Russ Steele
ZeroHedge has some scary charts showing the demand for food is rising inexorably (as is the demand for fuel) but at the same time supply is falling rapidly as the availability of arable land per capita plunges.
The result in that food prices are rising
If the food supply is declining for an increasing population, forcing up prices during a relatively warm period, what will happen when the next grand minimum arrives?
That will be the scariest of all divergences. Increasing demand when the climate is curtailing production.
Historically grand minimums have resulted in colder and stormy weather, reducing the length of the growing season with late spring frosts and early fall frosts. The result is a shorter growing season for some areas, in other cases the historical crops cannot be grown at all. For example, Canada’s grain growing areas will move south with every degree decline in the global temperature as shown in the this David Archibald graphic.
In my estimate, this is the scariest of all divergences, yet our political leaders are preparing for a warming climate and are demanding that we burn critical food sources in our vehicles. This is unsustainable stupidity!
Washington — The Environmental Protection Agency on Friday rejected a request from eight governors and nearly 200 members of Congress to waive requirements for the use of corn-based ethanol in gasoline, after last summer’s severe drought wilted much of the nation’s corn crop.
The move is a victory for corn farmers who have seen corn prices jump 400 percent in recent years. But it is a loss for pork and beef producers who say the diversion of corn to ethanol raises feed prices and ultimately prices at the supermarket.
From The Detroit News: http://www.detroitnews.com/article/20121117/AUTO01/211170359#ixzz2CUoT5FvH
Russ wrote, “If the food supply is declining for an increasing population, forcing up prices during a relatively warm period, what will happen when the next grand minimum arrives?” Your chart shows fairly stable food prices up until about 2007-2008 which is when E-10 took off with the elimination of MTBE in gasoline as an oxygenate. So if you consider that 40% of the US corn crop is going to ethanol production, Brazil is making the stuff out of sugar cane, and palm oil and rape seed oil are being produced in other parts of the world, the proper question to ask is how many people will need to starve to death before food crops and arable land are no longer diverted to our gas tanks? If I were a betting man, I speculate the body count will have to be in the millions before these insane renewable fuel and bio-fuel mandates are changed.
Sean,
Agree, million will die before there is a rebellion against this stupidity!
I find it interesting/unnerving that food supply dropped once oil prices got high enough to drop demand. Supports the link between the food we eat and the amount of oil needed to produce it.
Interesting observation that needs some more study.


EXERCISE:
Could you restate all of the records below exactly, with the pictures left out?
[DATA EXCERPTS — start]
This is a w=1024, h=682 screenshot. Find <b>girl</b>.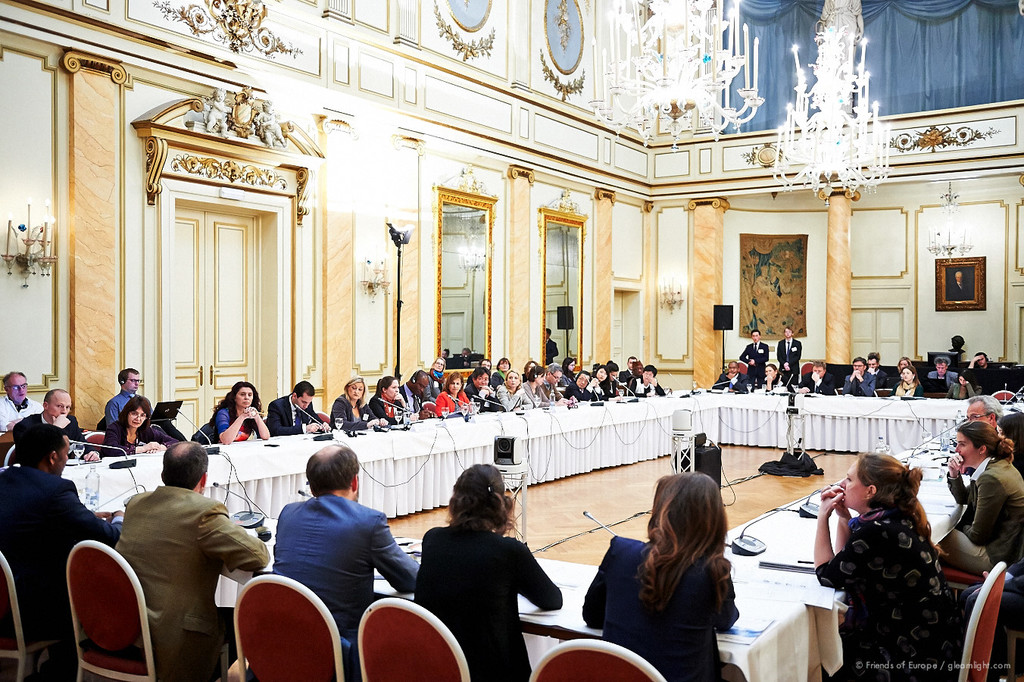
Bounding box: rect(817, 452, 942, 681).
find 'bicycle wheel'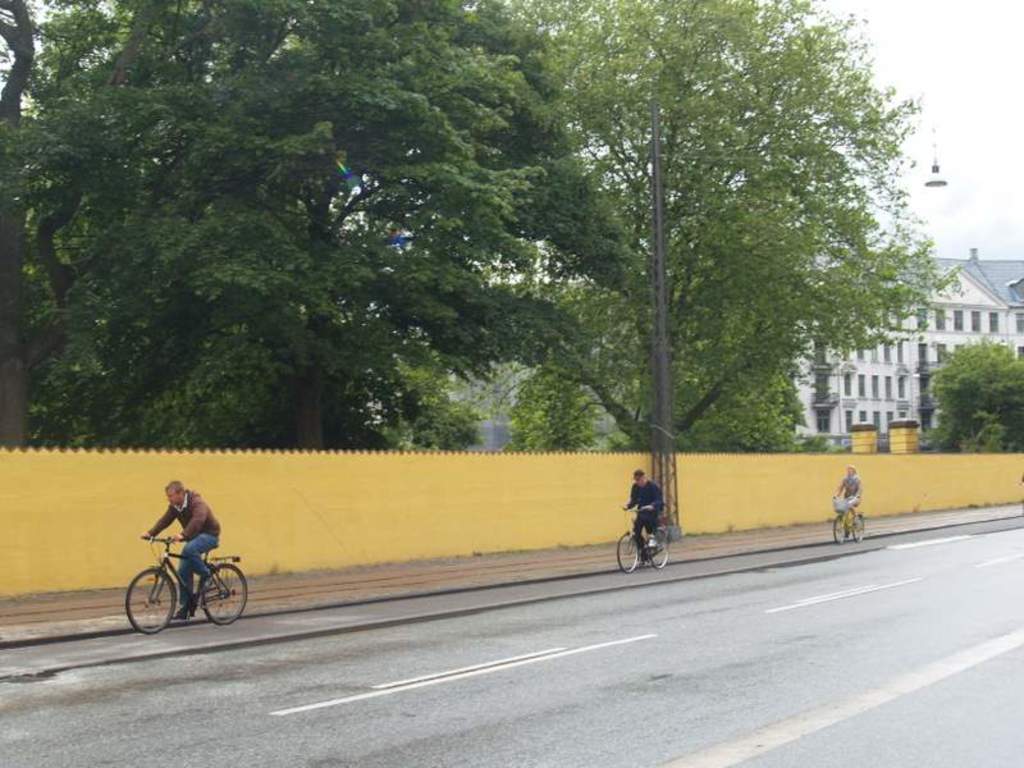
<box>123,562,177,631</box>
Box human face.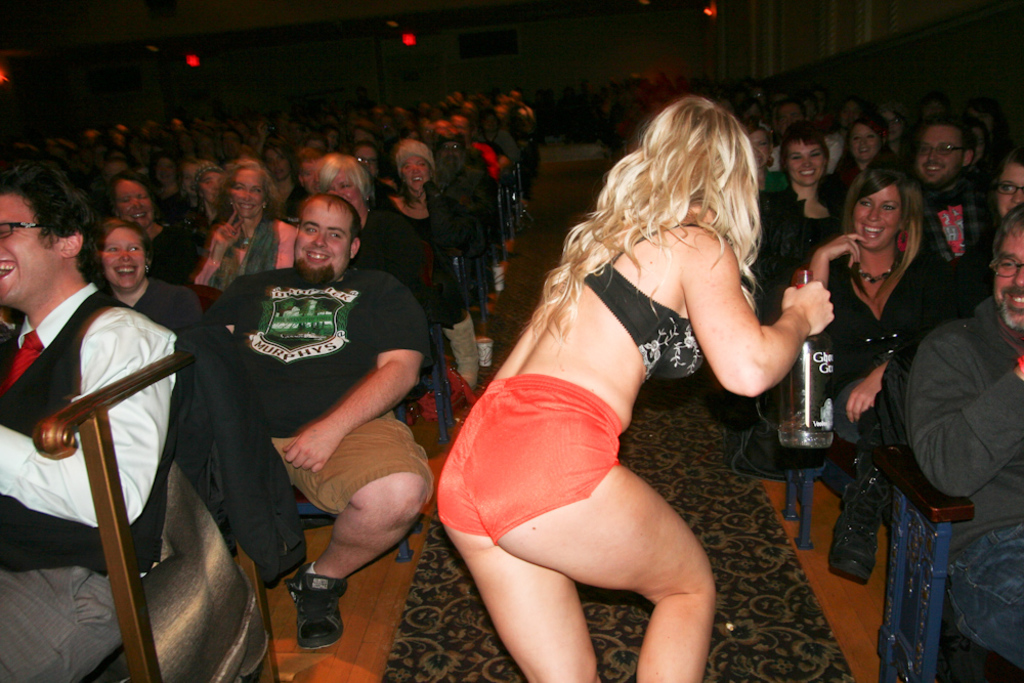
850, 123, 877, 159.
[DATA EXCERPTS — finish]
ANSWER TO THIS EXERCISE:
This is a w=1024, h=682 screenshot. Find <b>girl</b>.
Bounding box: rect(817, 452, 942, 681).
find 'bicycle wheel'
<box>123,562,177,631</box>
Box human face.
850, 123, 877, 159.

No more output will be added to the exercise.